Infant Born With Rare Birth Defect Returns Home After Heart Transplant
Lincoln Seay spent 465 days away from home due to a medical condition.
— -- One family has never been so happy to bring their baby home from the hospital.
Lincoln Seay of Anchorage, Alaska, has spent much of his young life in a hospital after being born with heterotaxy syndrome, a rare birth defect that abnormally arranges internal organs. Born last summer at Seattle Children's Hospital, Lincoln underwent multiple surgeries for the condition but ultimately needed a heart transplant when he was just 7 months old. Lincoln had gone into cardiac arrest multiple times before the operation, including as he was being prepped for the transplant.
"He’s been pretty sick and getting sicker," Dr. Michael McMullen, surgical director of heart transplantation at Seattle Children’s Hospital, told ABC News in an earlier interview. "I think he was about to die on us. Right before he fell off the edge, a heart became available."
The team was able to get him on a heart bypass machine, saving his life just before the transplant.
"It was a whole roller coaster thing," Lincoln's mother, Mindy Seay, told ABC News in an earlier interview. "I was shocked, I was elated, I was sad for the other family. I had every emotion you could think of."
Now 14 months old, Lincoln has finally recovered enough to return to Anchorage with his parents. In September, Mindy Seay said Lincoln's doctors had finally given him the all clear to go to Anchorage as long as the family returned every month to be monitored by doctors.
"I cannot tell you how many emotions collided in my chest all at once when it finally struck me," Seay wrote on Facebook on Sept. 14. "We are finally going home. HOME. Home to our kids, our family, our community, our house that we’ve never actually got to live in."
Mindy and Rob Seay have been updating family and friends over the last two weeks with posts on Lincoln.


• [Exercise description]
Going through the entries below, count each line that holds "Carbon" and give only the total.

*** Materials provided ***

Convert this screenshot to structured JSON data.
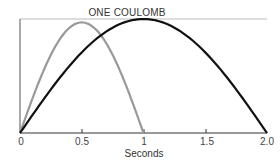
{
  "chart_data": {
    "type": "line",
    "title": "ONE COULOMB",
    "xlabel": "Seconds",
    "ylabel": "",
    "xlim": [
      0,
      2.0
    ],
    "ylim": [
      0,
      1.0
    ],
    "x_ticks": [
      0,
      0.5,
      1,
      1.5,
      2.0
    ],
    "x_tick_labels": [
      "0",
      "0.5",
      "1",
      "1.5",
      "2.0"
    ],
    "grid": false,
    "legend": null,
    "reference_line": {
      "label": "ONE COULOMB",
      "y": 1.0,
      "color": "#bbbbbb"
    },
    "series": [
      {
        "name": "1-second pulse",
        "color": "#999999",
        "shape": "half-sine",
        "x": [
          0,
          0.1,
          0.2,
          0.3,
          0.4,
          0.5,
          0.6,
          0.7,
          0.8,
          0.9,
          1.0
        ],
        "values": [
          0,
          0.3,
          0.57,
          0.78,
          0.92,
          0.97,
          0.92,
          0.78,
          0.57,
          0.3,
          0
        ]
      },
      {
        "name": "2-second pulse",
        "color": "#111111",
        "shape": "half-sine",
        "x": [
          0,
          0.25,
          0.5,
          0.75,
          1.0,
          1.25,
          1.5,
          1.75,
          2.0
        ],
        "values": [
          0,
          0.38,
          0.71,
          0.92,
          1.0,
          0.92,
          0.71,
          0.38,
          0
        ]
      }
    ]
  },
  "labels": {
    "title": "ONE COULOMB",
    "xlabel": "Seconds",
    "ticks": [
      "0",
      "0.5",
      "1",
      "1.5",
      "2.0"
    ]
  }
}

***
*** Materials provided ***

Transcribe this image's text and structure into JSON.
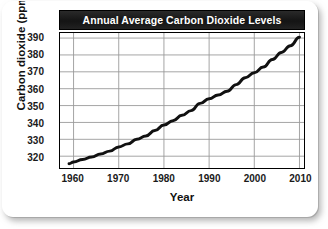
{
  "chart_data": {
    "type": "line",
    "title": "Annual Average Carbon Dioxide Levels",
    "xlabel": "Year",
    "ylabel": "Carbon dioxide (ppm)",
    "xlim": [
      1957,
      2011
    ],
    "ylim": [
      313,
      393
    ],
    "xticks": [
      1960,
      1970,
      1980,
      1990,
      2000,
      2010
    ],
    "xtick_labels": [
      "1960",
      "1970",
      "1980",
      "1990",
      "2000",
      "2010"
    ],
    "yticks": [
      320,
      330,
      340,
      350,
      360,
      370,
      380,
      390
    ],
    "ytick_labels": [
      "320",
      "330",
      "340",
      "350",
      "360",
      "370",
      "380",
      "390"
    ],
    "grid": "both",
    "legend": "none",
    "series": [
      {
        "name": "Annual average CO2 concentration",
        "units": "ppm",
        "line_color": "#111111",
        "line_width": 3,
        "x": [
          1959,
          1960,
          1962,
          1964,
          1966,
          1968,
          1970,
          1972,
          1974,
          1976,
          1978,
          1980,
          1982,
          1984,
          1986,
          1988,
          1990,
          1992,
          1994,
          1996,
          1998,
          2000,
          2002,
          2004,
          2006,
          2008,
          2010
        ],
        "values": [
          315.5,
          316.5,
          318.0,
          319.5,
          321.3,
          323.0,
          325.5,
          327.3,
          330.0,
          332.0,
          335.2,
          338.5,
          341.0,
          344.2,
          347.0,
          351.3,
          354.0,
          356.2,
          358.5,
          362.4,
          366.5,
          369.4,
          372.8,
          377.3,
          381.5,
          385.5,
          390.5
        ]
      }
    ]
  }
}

***

• [Task output]
2